Accusort’s long-range camera system

Accu-Sort organized this meeting to show customers it wasn’t putting all its eggs in one basket, but it is consolidating several technologies into one form factor. The proof was in its introduction of its AV6010 long-range camera system. It combines camera, illumination, decoder and power supplies into one unit with a single HTML interface.

While the primary application for the AV6010 is high-volume parcel shipping, product manager Maik Fuchs says its multi-feature design might make optical character recognition (OCR) conceivable for some warehousing and distribution center applications that couldn’t have justified it before.

“You can use it to pack your parcels more efficiently and to schedule your trucks more effectively because the camera can measure the size of parcels so you can determine how many will fit on the truck,” he told Modern. “Also, when items aren’t readable [by laser scanners] they have to be rehandled.
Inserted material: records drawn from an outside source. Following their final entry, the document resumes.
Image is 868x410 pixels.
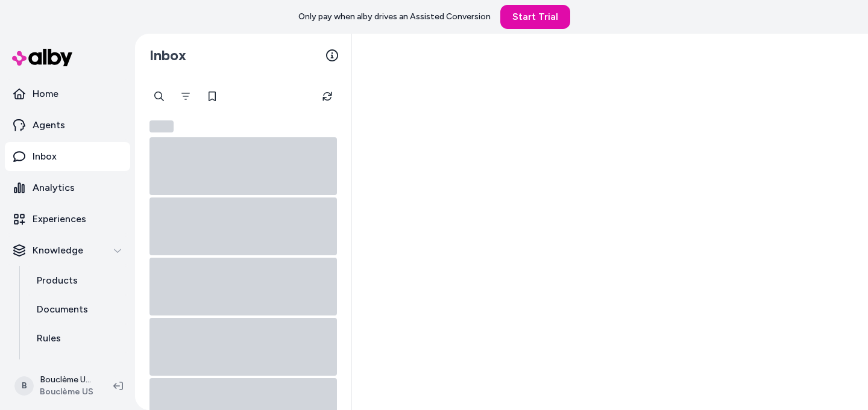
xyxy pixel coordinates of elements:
[150,46,186,64] h2: Inbox
[25,266,130,295] a: Products
[32,87,58,101] p: Home
[40,387,94,399] span: Bouclème US
[298,11,491,23] p: Only pay when alby drives an Assisted Conversion
[5,80,130,109] a: Home
[32,181,75,195] p: Analytics
[32,150,56,164] p: Inbox
[37,331,61,346] p: Rules
[25,295,130,324] a: Documents
[25,324,130,353] a: Rules
[5,205,130,234] a: Experiences
[174,85,198,109] button: Filter
[316,85,340,109] button: Refresh
[5,111,130,140] a: Agents
[12,49,73,66] img: alby Logo
[15,376,34,396] span: B
[37,303,88,317] p: Documents
[500,5,570,29] a: Start Trial
[32,118,65,133] p: Agents
[5,236,130,265] button: Knowledge
[25,353,130,382] a: Verified Q&As
[5,174,130,203] a: Analytics
[40,374,94,387] p: Bouclème US Shopify
[5,142,130,171] a: Inbox
[37,274,78,288] p: Products
[32,212,86,227] p: Experiences
[7,367,103,405] button: BBouclème US ShopifyBouclème US
[32,244,83,258] p: Knowledge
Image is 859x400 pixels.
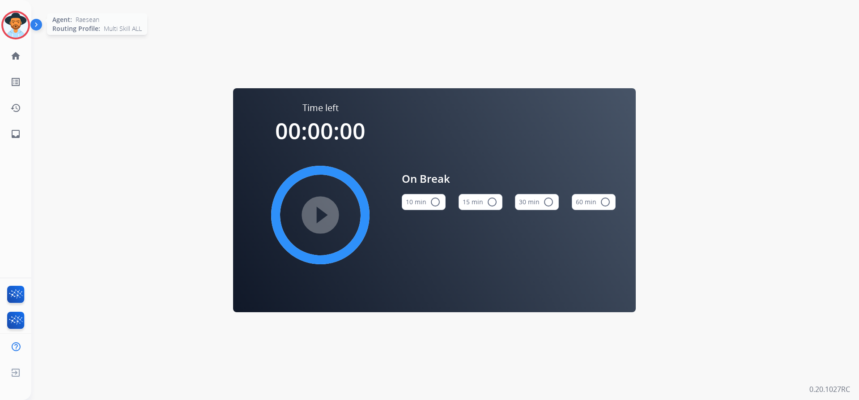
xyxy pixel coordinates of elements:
span: On Break [402,170,616,187]
mat-icon: radio_button_unchecked [487,196,497,207]
mat-icon: radio_button_unchecked [543,196,554,207]
mat-icon: radio_button_unchecked [600,196,611,207]
span: Time left [302,102,339,114]
button: 10 min [402,194,446,210]
mat-icon: list_alt [10,77,21,87]
mat-icon: radio_button_unchecked [430,196,441,207]
span: Agent: [52,15,72,24]
button: 30 min [515,194,559,210]
span: Routing Profile: [52,24,100,33]
img: avatar [3,13,28,38]
span: Raesean [76,15,99,24]
mat-icon: inbox [10,128,21,139]
mat-icon: history [10,102,21,113]
button: 60 min [572,194,616,210]
button: 15 min [459,194,502,210]
span: 00:00:00 [275,115,366,146]
mat-icon: home [10,51,21,61]
span: Multi Skill ALL [104,24,142,33]
p: 0.20.1027RC [809,383,850,394]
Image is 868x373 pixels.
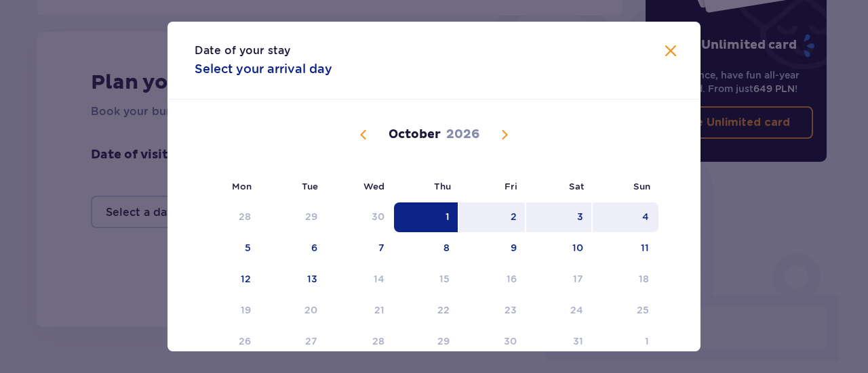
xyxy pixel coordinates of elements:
[637,303,649,317] div: 25
[434,181,451,192] small: Thu
[573,334,583,348] div: 31
[355,127,372,143] button: Previous month
[372,210,385,224] div: 30
[573,272,583,286] div: 17
[511,241,517,255] div: 9
[311,241,317,255] div: 6
[526,234,593,264] td: 10
[304,303,317,317] div: 20
[327,202,394,232] td: 30
[640,241,649,255] div: 11
[373,334,385,348] div: 28
[459,234,526,264] td: 9
[238,334,251,348] div: 26
[593,265,659,295] td: Date not available. Sunday, October 18, 2026
[526,265,593,295] td: Date not available. Saturday, October 17, 2026
[232,181,251,192] small: Mon
[305,210,317,224] div: 29
[445,210,449,224] div: 1
[459,296,526,326] td: Date not available. Friday, October 23, 2026
[505,303,517,317] div: 23
[572,241,583,255] div: 10
[194,234,260,264] td: 5
[633,181,650,192] small: Sun
[394,202,460,232] td: Date selected. Thursday, October 1, 2026
[379,241,385,255] div: 7
[570,303,583,317] div: 24
[327,328,394,357] td: Date not available. Wednesday, October 28, 2026
[593,296,659,326] td: Date not available. Sunday, October 25, 2026
[459,328,526,357] td: Date not available. Friday, October 30, 2026
[662,43,678,61] button: Close
[238,210,251,224] div: 28
[194,296,260,326] td: Date not available. Monday, October 19, 2026
[241,303,251,317] div: 19
[394,296,460,326] td: Date not available. Thursday, October 22, 2026
[327,265,394,295] td: Date not available. Wednesday, October 14, 2026
[496,127,512,143] button: Next month
[374,303,385,317] div: 21
[373,272,385,286] div: 14
[569,181,583,192] small: Sat
[394,265,460,295] td: Date not available. Thursday, October 15, 2026
[260,296,328,326] td: Date not available. Tuesday, October 20, 2026
[439,272,449,286] div: 15
[446,127,480,143] p: 2026
[388,127,441,143] p: October
[506,272,517,286] div: 16
[327,296,394,326] td: Date not available. Wednesday, October 21, 2026
[443,241,449,255] div: 8
[260,234,328,264] td: 6
[194,43,290,58] p: Date of your stay
[260,202,328,232] td: 29
[307,272,317,286] div: 13
[260,328,328,357] td: Date not available. Tuesday, October 27, 2026
[526,328,593,357] td: Date not available. Saturday, October 31, 2026
[504,334,517,348] div: 30
[459,202,526,232] td: 2
[593,234,659,264] td: 11
[194,61,332,77] p: Select your arrival day
[459,265,526,295] td: Date not available. Friday, October 16, 2026
[593,202,659,232] td: 4
[593,328,659,357] td: 1
[437,303,449,317] div: 22
[260,265,328,295] td: 13
[505,181,517,192] small: Fri
[394,328,460,357] td: Date not available. Thursday, October 29, 2026
[511,210,517,224] div: 2
[645,334,649,348] div: 1
[194,265,260,295] td: 12
[639,272,649,286] div: 18
[526,296,593,326] td: Date not available. Saturday, October 24, 2026
[577,210,583,224] div: 3
[327,234,394,264] td: 7
[302,181,318,192] small: Tue
[305,334,317,348] div: 27
[194,328,260,357] td: Date not available. Monday, October 26, 2026
[241,272,251,286] div: 12
[245,241,251,255] div: 5
[363,181,385,192] small: Wed
[526,202,593,232] td: 3
[194,202,260,232] td: 28
[437,334,449,348] div: 29
[642,210,649,224] div: 4
[394,234,460,264] td: 8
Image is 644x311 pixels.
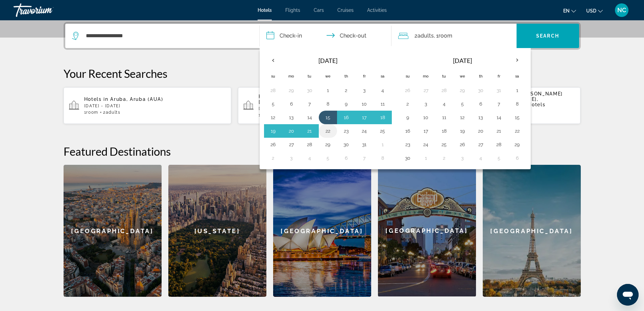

With the OCR’s better read rate you can achieve an ROI to use it with a (warehouse management system) WMS.”

Warehouse management

VDC’s Nathanson told Modern that this technology may open up new markets for Accu-Sort in non-traditional markets.

“I think there will be a change in the WMS market, because the value technologies like [camera-based auto-ID] can add above and beyond what traditional systems provide is immense,” he said. “It’s just a matter of getting that value proposition to be understood.”

Adnan Ahmed, vice president of marketing, adds that with a 75,000 hour meantime between failure, the new camera-based technology is more reliable than a laser based bar code reader system.

“It is an expensive product so you have to look at total cost of ownership,” he acknowledges.

However, further justification may come from the ability to save images for shipment documentation, as well as the possibility of monitoring facility performance and feeding that information into the IT infrastructure.